NYC, N.J. bombing suspect Ahmad Rahimi pleads not guilty to attempted murder
ELIZABETH, N.J.- The man accused of setting off bombs in New Jersey and New York, injuring more than 30 people, has pleaded not guilty to attempted murder charges.
Ahmad Khan Rahimi, 28, made his first in-person court appearance Tuesday to face charges he tried to kill police officers before they captured him Sept. 19 outside a bar in Linden, New Jersey.
An attorney previously entered not-guilty pleas when the Afghan-born U.S. citizen was hospitalized with gunshot wounds from the shootout.
He remains held on $5.2 million bail.
He is accused of detonating a pipe bomb along the route of a scheduled Marine Corps charity race in the New Jersey shore town of Seaside Park and a pressure cooker bomb in New York City on Sept. 17. No one was injured in the New Jersey blast, and 31 people were hurt in the New York blast. A second pressure cooker bomb did not explode.
During a video court appearance on Oct. 13, he was read his rights by Judge Regina Caulfield and answered “yes” in a faint voice to a series of questions.
On the night of the bombing, investigators said a car left Rahami’s home in Elizabeth, New Jersey, drove through the Lincoln Tunnel and arrived in Manhattan around 6:30 p.m. Surveillance video apparently shows Rahami walking down 23rd Street about 37 minutes before a blast ripped through the block. A short time later, he allegedly turned up on 27th Street where an unexploded pressure cooker bomb was found.
When he was arrested, Rahami was carrying a journal with handwritten praise for Fort Hood shooter Nidal Hasan, radical cleric Anwar al-Awlaki and al Qaeda founder Osama bin Laden. The journal also contained references to martyrdom, pipe bombs and pressure cooker bombs.
Rahami allegedly wrote: “[God willing,] the sounds of the bombs will be heard in the streets. Gunshots to your police. Death to your oppression.”
While officials say Rahami traveled to Afghanistan multiple times, and at least once to Pakistan, it’s not clear at all what exactly he did while in those places. An Afghan official told CBS News that during Rahami’s last trip there, in 2014, he is believed to have traveled over land from Pakistan, as there is no record of him having entered through Afghanistan’s airports.
New Jersey state Rep. Albio Sires said Rahami called his office in 2014 seeking help getting his wife a U.S. visa because her Pakistani passport was expired.
Sires said his office wrote a letter to the U.S. embassy in Pakistan to check on the status of the case and that the woman eventually received a visa. He says he doesn’t know if she ever came to the country and the FBI didn’t answer when asked on Monday.
Rahami wasn’t on any terror or no-fly watch lists, though he had been interviewed for immigration purposes traveling between the U.S. and Afghanistan.
Rahami and his family lived above their restaurant - called First American Fried Chicken - in Elizabeth, N.J. and the family has clashed with the city over closing times and noise complaints, which the Rahamis said in a lawsuit were tinged with anti-Muslim sentiment.
The lawsuit was terminated in 2012 because one of Rahami’s brothers had pleaded guilty to blocking police from enforcing closing hours at the restaurant.
A childhood friend, Flee Jones, said Rahami had become more religious after returning from a trip to Afghanistan several years ago. Still, some of the family restaurant’s customers said Rahami was more likely to talk about his interest in cars than to mention faith.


● **Activity**: Using the records underneath, tally the lines where the word "least" appears and please give only the count.

● **Extracted entries**:
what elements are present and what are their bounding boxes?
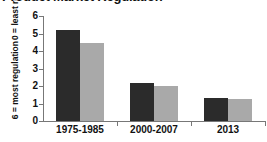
x-axis-separator (265, 121, 266, 126)
y-axis-tick-label: 3 (32, 64, 38, 74)
bar-chart: Product Market Regulation 6 = most regul… (0, 0, 267, 142)
x-axis-tick-label: 1975-1985 (56, 124, 104, 135)
y-axis-tick (39, 121, 43, 122)
y-axis-tick (39, 86, 43, 87)
y-axis-tick (39, 16, 43, 17)
y-axis-tick (39, 69, 43, 70)
bar (154, 86, 178, 121)
x-axis-tick-label: 2000-2007 (130, 124, 178, 135)
x-axis-separator (191, 121, 192, 126)
y-axis-tick-label: 0 (32, 116, 38, 126)
x-axis-separator (117, 121, 118, 126)
y-axis-label-line-1: 6 = most regulation (10, 41, 20, 119)
bar (130, 83, 154, 122)
x-axis-tick-label: 2013 (217, 124, 239, 135)
y-axis-tick-label: 5 (32, 29, 38, 39)
y-axis-tick (39, 34, 43, 35)
y-axis-tick-label: 2 (32, 81, 38, 91)
bar (80, 43, 104, 121)
y-axis-tick-label: 4 (32, 46, 38, 56)
y-axis-label: 6 = most regulation 0 = least regulation (2, 0, 28, 97)
y-axis-tick-label: 6 (32, 11, 38, 21)
y-axis-label-line-2: 0 = least regulation (10, 0, 20, 40)
bar (228, 99, 252, 121)
y-axis-line (43, 16, 44, 121)
y-axis-tick (39, 104, 43, 105)
plot-area: 0123456 (43, 16, 265, 121)
y-axis-tick-label: 1 (32, 99, 38, 109)
bar (56, 30, 80, 121)
bar (204, 98, 228, 121)
y-axis-tick (39, 51, 43, 52)
x-axis-line (43, 121, 265, 122)
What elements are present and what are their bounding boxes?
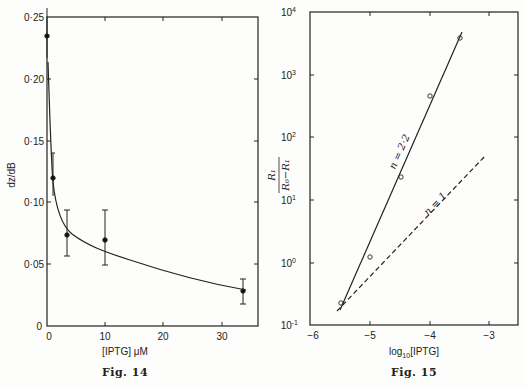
fig15-ytick-3: 103 <box>281 69 296 81</box>
fig14-ytick-020: 0·20 <box>24 74 44 85</box>
fig14-y-axis-label: dz/dB <box>6 162 17 188</box>
fig15-chart: 104 103 102 101 100 10-1 −6 −5 −4 −3 R₁ … <box>266 6 518 379</box>
fig15-label-n1: n = 1 <box>422 190 449 217</box>
fig14-ytick-010: 0·10 <box>24 197 44 208</box>
fig15-frame <box>310 12 518 325</box>
fig14-caption: Fig. 14 <box>102 366 148 379</box>
fig15-ytick-0: 100 <box>281 257 296 269</box>
fig14-ytick-025: 0·25 <box>24 12 44 23</box>
fig15-ytick-2: 102 <box>281 131 296 143</box>
fig15-caption: Fig. 15 <box>391 366 437 379</box>
fig15-ytick-1: 101 <box>281 194 296 206</box>
fig14-xtick-30: 30 <box>216 331 228 342</box>
svg-text:R₁: R₁ <box>266 169 277 182</box>
fig15-ytick-neg1: 10-1 <box>281 319 298 331</box>
fig15-x-axis-label: log10[IPTG] <box>389 346 439 359</box>
fig15-line-n1 <box>337 155 486 311</box>
fig15-ytick-4: 104 <box>281 6 296 18</box>
fig14-fit-curve <box>48 62 246 290</box>
fig14-ytick-0: 0 <box>36 321 42 332</box>
fig15-xtick-neg3: −3 <box>483 330 495 341</box>
fig15-y-axis-label: R₁ R₀−R₁ <box>266 157 291 193</box>
svg-text:R₀−R₁: R₀−R₁ <box>280 159 291 191</box>
fig15-ticks <box>310 12 518 325</box>
fig15-xtick-neg4: −4 <box>424 330 436 341</box>
fig14-x-axis-label: [IPTG] μM <box>102 346 148 357</box>
fig15-label-n2-2: n = 2·2 <box>387 132 412 170</box>
fig14-ytick-015: 0·15 <box>24 136 44 147</box>
fig14-xtick-20: 20 <box>157 331 169 342</box>
figure-canvas: 0 0·05 0·10 0·15 0·20 0·25 0 10 20 30 dz… <box>0 0 526 388</box>
fig14-y-ticks <box>47 17 258 326</box>
fig14-xtick-0: 0 <box>46 331 52 342</box>
fig14-xtick-10: 10 <box>99 331 111 342</box>
fig15-line-n2-2 <box>340 32 462 310</box>
fig15-xtick-neg6: −6 <box>307 330 319 341</box>
fig14-data-points <box>45 8 246 304</box>
fig15-xtick-neg5: −5 <box>364 330 376 341</box>
fig14-ytick-005: 0·05 <box>24 259 44 270</box>
fig14-frame <box>47 17 258 326</box>
fig15-data-points <box>339 36 462 305</box>
fig14-chart: 0 0·05 0·10 0·15 0·20 0·25 0 10 20 30 dz… <box>6 8 258 379</box>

● **Your response**: 2